Skerdian Meta•Thursday, September 5, 2024•2 min read
Oil prices broke below $69 yesterday and today’s retrace higher seems week, so we decided to open a sell Oil signal just a while ago. OPEC finally confirmed the rumours and they’re delaying the production increase planned for October, while the EIA inventories showed a major drawdown, both of which should have sent Oil prices higher. But, Crude Oil is turning bearish as I write and WTI is heading below $70 again.
Crude oil prices were making an effort to rebound today, currently trading close to $70, reflecting a $0.80 or 1.15% increase. The price reached a high of $70.80 and a low of $69.17. OPEC+ has officially decided to delay the planned output increase for October, which had been speculated yesterday. According to a Reuters source, the group will push the production hike by two months, confirming earlier rumors. Despite this, some analysts are raising concerns about a potential rise in global inventories in the first half of 2025. So far this week, discussions around the output delay have had minimal effect on oil prices.
Crude drawdown of -6.873 million vs expected drawdown -0.993M barrels
Distillates drawdown of -0.371 million vs. expected build of 0.481M barrels
Gasoline build of +0.848 million vs expected drawdown of -0.730M barrels
Cushing drawdown of -1.142M vs last week drawdown of -0.668M
The private data released late yesterday showed a large drawdown in Crude stocks which seems to be managing the private API numbers released yesterday:
API Crude Oil Inventories
Headline Crude: A larger-than-expected drawdown of -7.4 million barrels, compared to the forecast of -1.0 million barrels.
Distillates: A slight increase of +0.4 million barrels, close to the expected rise of +0.5 million barrels.
Gasoline: A smaller-than-anticipated drawdown of -0.3 million barrels, versus an expected decline of -0.7 million barrels.
Cushing: Crude inventories at Cushing saw a drop of -0.8 million barrels.
SPR (Strategic Petroleum Reserve): An increase of +1.8 million barrels.
Skerdian Meta Lead Analyst.
Skerdian is a professional Forex trader and a market analyst. He has been actively engaged in market analysis for the past 11 years. Before becoming our head analyst, Skerdian served as a trader and market analyst in Saxo Bank's local branch, Aksioner. Skerdian specialized in experimenting with developing models and hands-on trading. Skerdian has a masters degree in finance and investment.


Once you find a line containing the word "pairs" in the entries below, copy it.

- **Data supplied**

|---|

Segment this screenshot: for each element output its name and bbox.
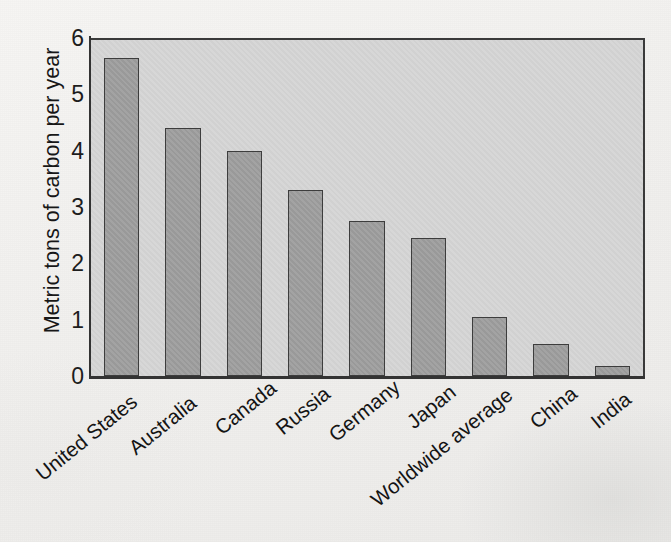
x-tick-label: United States [31,390,142,486]
y-tick-label: 6 [71,27,84,50]
x-axis-line [89,376,645,379]
bar [227,151,262,376]
bar [472,317,507,376]
bar [104,58,139,376]
bar [533,344,568,376]
y-axis-title: Metric tons of carbon per year [40,41,65,341]
x-tick-label: Russia [271,382,335,440]
bars-layer [91,38,643,376]
x-tick-label: India [586,387,636,434]
y-tick-label: 5 [71,83,84,106]
y-tick-label: 2 [71,252,84,275]
x-tick-label: Germany [324,375,405,447]
bar [411,238,446,376]
bar [595,366,630,376]
scanned-page: 0123456 Metric tons of carbon per year U… [0,0,671,542]
y-tick-label: 4 [71,139,84,162]
x-tick-label: Canada [210,376,281,440]
y-tick-label: 0 [71,365,84,388]
bar [165,128,200,376]
x-tick-label: China [525,381,582,433]
bar-chart: 0123456 Metric tons of carbon per year U… [0,0,671,542]
y-tick-label: 3 [71,196,84,219]
y-tick-label: 1 [71,308,84,331]
bar [288,190,323,376]
bar [349,221,384,376]
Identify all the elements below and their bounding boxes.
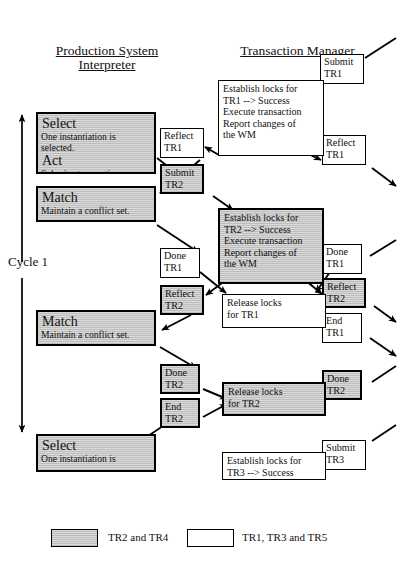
message-line: End (323, 315, 361, 327)
message-line: TR2 (324, 293, 364, 305)
message-line: Done (324, 373, 360, 385)
phase-title: Act (38, 153, 154, 168)
phase-line: Submit a transaction. (38, 168, 154, 174)
tm-box-release-locks-tr1[interactable]: Release locks for TR1 (222, 294, 326, 328)
message-line: Submit (323, 442, 365, 454)
arrow-end-tr1-out (370, 338, 396, 356)
phase-title: Select (38, 438, 154, 453)
legend-swatch-plain (187, 529, 234, 547)
phase-box-match-2[interactable]: Match Maintain a conflict set. (36, 310, 156, 346)
arrow-into-done-tr2-right (372, 366, 396, 382)
message-line: TR1 (161, 142, 203, 154)
phase-box-match-1[interactable]: Match Maintain a conflict set. (36, 186, 156, 222)
message-box-submit-tr1-right[interactable]: Submit TR1 (320, 54, 364, 84)
legend-label-shaded: TR2 and TR4 (108, 531, 168, 543)
message-box-done-tr1-mid[interactable]: Done TR1 (160, 248, 200, 278)
message-line: Reflect (162, 288, 202, 300)
message-box-done-tr1-right[interactable]: Done TR1 (322, 244, 362, 274)
message-box-submit-tr2-mid[interactable]: Submit TR2 (160, 164, 204, 194)
tm-box-release-locks-tr2[interactable]: Release locks for TR2 (222, 382, 326, 416)
message-line: Reflect (324, 281, 364, 293)
tm-line: TR1 --> Success (219, 95, 323, 107)
message-line: Submit (162, 167, 202, 179)
tm-box-establish-locks-tr1[interactable]: Establish locks for TR1 --> Success Exec… (218, 80, 324, 156)
legend-swatch-shaded (51, 529, 98, 547)
tm-box-establish-locks-tr3[interactable]: Establish locks for TR3 --> Success (222, 452, 326, 480)
message-line: TR2 (162, 179, 202, 191)
tm-line: Execute transaction (220, 235, 322, 247)
tm-line: Establish locks for (220, 212, 322, 224)
message-box-done-tr2-mid[interactable]: Done TR2 (160, 364, 200, 394)
phase-title: Match (38, 190, 154, 205)
cycle-label: Cycle 1 (8, 255, 48, 269)
message-box-end-tr1-right[interactable]: End TR1 (322, 313, 362, 343)
tm-line: Report changes of (219, 118, 323, 130)
tm-line: Establish locks for (219, 83, 323, 95)
phase-line: One instantiation is (38, 131, 154, 142)
message-line: TR1 (323, 327, 361, 339)
message-box-reflect-tr2-mid[interactable]: Reflect TR2 (160, 285, 204, 315)
tm-line: the WM (220, 258, 322, 270)
phase-line: selected. (38, 142, 154, 153)
message-line: TR1 (323, 258, 361, 270)
arrow-establish-tr1-to-reflect-tr1 (205, 147, 219, 155)
tm-line: the WM (219, 129, 323, 141)
phase-box-select-1[interactable]: Select One instantiation is selected. Ac… (36, 112, 156, 174)
message-line: Done (162, 367, 198, 379)
message-line: TR2 (162, 300, 202, 312)
diagram-canvas: Production System Interpreter Transactio… (0, 0, 401, 576)
message-box-end-tr2-mid[interactable]: End TR2 (160, 398, 200, 428)
tm-line: Execute transaction (219, 106, 323, 118)
phase-title: Select (38, 116, 154, 131)
tm-line: Release locks (224, 386, 324, 398)
message-box-done-tr2-right[interactable]: Done TR2 (322, 370, 362, 400)
arrow-into-submit-tr3 (372, 425, 396, 441)
arrow-reflect-tr1-right-out (372, 168, 396, 186)
message-line: Done (161, 250, 199, 262)
phase-title: Match (38, 314, 154, 329)
phase-box-select-2[interactable]: Select One instantiation is (36, 434, 156, 472)
phase-line: Maintain a conflict set. (38, 205, 154, 216)
message-line: TR1 (161, 262, 199, 274)
message-line: TR2 (162, 379, 198, 391)
legend-label-plain: TR1, TR3 and TR5 (242, 531, 327, 543)
arrow-reflect-tr2-right-out (374, 306, 396, 322)
tm-line: for TR2 (224, 398, 324, 410)
tm-line: Release locks (223, 297, 325, 309)
phase-line: One instantiation is (38, 453, 154, 464)
tm-line: Report changes of (220, 247, 322, 259)
tm-line: Establish locks for (223, 455, 325, 467)
message-line: TR3 (323, 454, 365, 466)
message-box-reflect-tr1-mid[interactable]: Reflect TR1 (160, 128, 204, 158)
message-line: Reflect (161, 130, 203, 142)
message-line: Done (323, 246, 361, 258)
tm-line: TR2 --> Success (220, 224, 322, 236)
message-box-reflect-tr2-right[interactable]: Reflect TR2 (322, 278, 366, 308)
phase-line: Maintain a conflict set. (38, 329, 154, 340)
message-line: End (162, 401, 198, 413)
message-line: TR1 (323, 149, 365, 161)
tm-line: TR3 --> Success (223, 467, 325, 479)
message-line: Submit (321, 56, 363, 68)
message-box-submit-tr3-right[interactable]: Submit TR3 (322, 440, 366, 470)
column-header-interpreter: Production System Interpreter (22, 44, 192, 72)
message-line: TR2 (162, 413, 198, 425)
arrow-into-done-tr1-right (370, 240, 396, 256)
message-line: Reflect (323, 137, 365, 149)
tm-box-establish-locks-tr2[interactable]: Establish locks for TR2 --> Success Exec… (218, 208, 324, 284)
tm-line: for TR1 (223, 309, 325, 321)
message-line: TR1 (321, 68, 363, 80)
arrow-reflect-tr2-to-match2 (162, 315, 191, 330)
message-box-reflect-tr1-right[interactable]: Reflect TR1 (322, 135, 366, 165)
message-line: TR2 (324, 385, 360, 397)
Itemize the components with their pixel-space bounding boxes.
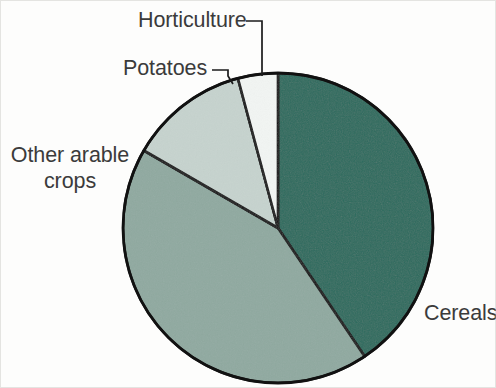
pie-slices-group: [123, 73, 433, 383]
pie-label-other-arable-crops: Other arablecrops: [4, 142, 136, 194]
pie-label-other-arable-crops-line1: Other arable: [11, 143, 129, 167]
pie-label-other-arable-crops-line2: crops: [4, 168, 136, 194]
pie-label-horticulture: Horticulture: [138, 7, 247, 33]
pie-label-potatoes: Potatoes: [123, 55, 207, 81]
leader-line-horticulture: [246, 21, 262, 76]
pie-chart-figure: Horticulture Potatoes Other arablecrops …: [0, 0, 496, 388]
pie-chart-svg: [0, 0, 496, 388]
pie-label-cereals: Cereals: [424, 300, 496, 326]
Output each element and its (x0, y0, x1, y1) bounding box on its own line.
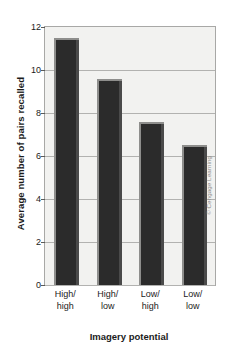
y-axis-tick-label: 6 (36, 151, 41, 161)
x-axis-tick-label: Low/high (129, 289, 172, 312)
x-axis-tick-label-line: low (87, 301, 130, 313)
plot-area: 024681012 (44, 26, 216, 286)
y-axis-tick-label: 2 (36, 237, 41, 247)
x-axis-tick-label-line: high (44, 301, 87, 313)
bar (139, 122, 164, 285)
bar-highlight (161, 124, 164, 285)
x-axis-tick-label: High/low (87, 289, 130, 312)
y-axis-tick-label: 10 (31, 65, 41, 75)
bar-slot (130, 27, 173, 285)
x-axis-tick-label: High/high (44, 289, 87, 312)
x-axis-tick-label: Low/low (172, 289, 215, 312)
x-axis-tick-label-line: High/ (44, 289, 87, 301)
bar-highlight (119, 81, 122, 285)
x-axis-tick-label-line: Low/ (129, 289, 172, 301)
y-axis-tick-label: 12 (31, 22, 41, 32)
x-axis-tick-labels: High/highHigh/lowLow/highLow/low (44, 289, 216, 323)
gridline (45, 285, 215, 286)
x-axis-tick-label-line: Low/ (172, 289, 215, 301)
x-axis-tick-label-line: low (172, 301, 215, 313)
bar (54, 38, 79, 285)
x-axis-tick-label-line: high (129, 301, 172, 313)
x-axis-tick-label-line: High/ (87, 289, 130, 301)
y-axis-title: Average number of pairs recalled (15, 39, 26, 269)
y-axis-tick-label: 4 (36, 194, 41, 204)
copyright-credit: © Cengage Learning (205, 135, 212, 215)
y-axis-tick-mark (41, 285, 45, 286)
y-axis-tick-label: 8 (36, 108, 41, 118)
bars-layer (45, 27, 215, 285)
y-axis-tick-label: 0 (36, 280, 41, 290)
x-axis-title: Imagery potential (34, 331, 224, 342)
bar-chart-figure: Average number of pairs recalled 0246810… (0, 0, 246, 358)
bar-slot (45, 27, 88, 285)
bar-slot (88, 27, 131, 285)
bar (182, 145, 207, 285)
bar-highlight (76, 40, 79, 285)
bar (97, 79, 122, 285)
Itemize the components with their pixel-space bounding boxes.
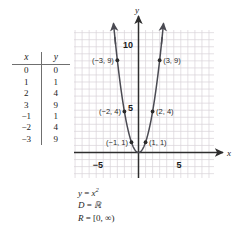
y-tick-label-10: 10 <box>123 40 133 50</box>
data-point <box>144 140 148 144</box>
data-point <box>130 140 134 144</box>
data-point-label: (3, 9) <box>163 56 181 65</box>
figure-container: x y 0 0 1 1 2 4 <box>0 0 237 228</box>
x-tick-label-5: 5 <box>176 160 181 170</box>
equation-exponent: 2 <box>96 186 99 193</box>
data-point <box>115 58 119 62</box>
data-point-label: (1, 1) <box>149 138 167 147</box>
y-tick-label-5: 5 <box>128 103 133 113</box>
data-point-label: (2, 4) <box>156 107 174 116</box>
x-tick-label-neg5: −5 <box>93 160 103 170</box>
range-value: = [0, ∞) <box>84 213 115 223</box>
data-point-label: (−3, 9) <box>92 56 114 65</box>
range-line: R = [0, ∞) <box>78 212 115 224</box>
curve-left-arrow <box>113 23 115 44</box>
domain-equals: = <box>85 200 95 210</box>
data-point-label: (−1, 1) <box>106 138 128 147</box>
domain-value: ℝ <box>94 200 101 210</box>
data-point <box>158 58 162 62</box>
curve-right-arrow <box>161 23 163 44</box>
y-axis-label: y <box>134 5 139 15</box>
data-point <box>151 110 155 114</box>
data-point-label: (−2, 4) <box>99 107 121 116</box>
domain-line: D = ℝ <box>78 199 115 211</box>
coordinate-plane: x y 10 5 −5 5 (−3, 9)(−2, 4)(−1, 1)(1, 1… <box>0 0 237 228</box>
grid-lines <box>74 30 214 178</box>
equation-line: y = x2 <box>78 184 115 199</box>
x-axis-label: x <box>226 148 231 158</box>
data-point <box>123 110 127 114</box>
data-points: (−3, 9)(−2, 4)(−1, 1)(1, 1)(2, 4)(3, 9) <box>92 56 181 147</box>
equation-equals: = <box>82 188 92 198</box>
caption-block: y = x2 D = ℝ R = [0, ∞) <box>78 184 115 224</box>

|---|

- **Written answer**
y-axis-title: Average number of pairs recalled (15, 39, 26, 269)
bar-chart-figure: Average number of pairs recalled 0246810… (0, 0, 246, 358)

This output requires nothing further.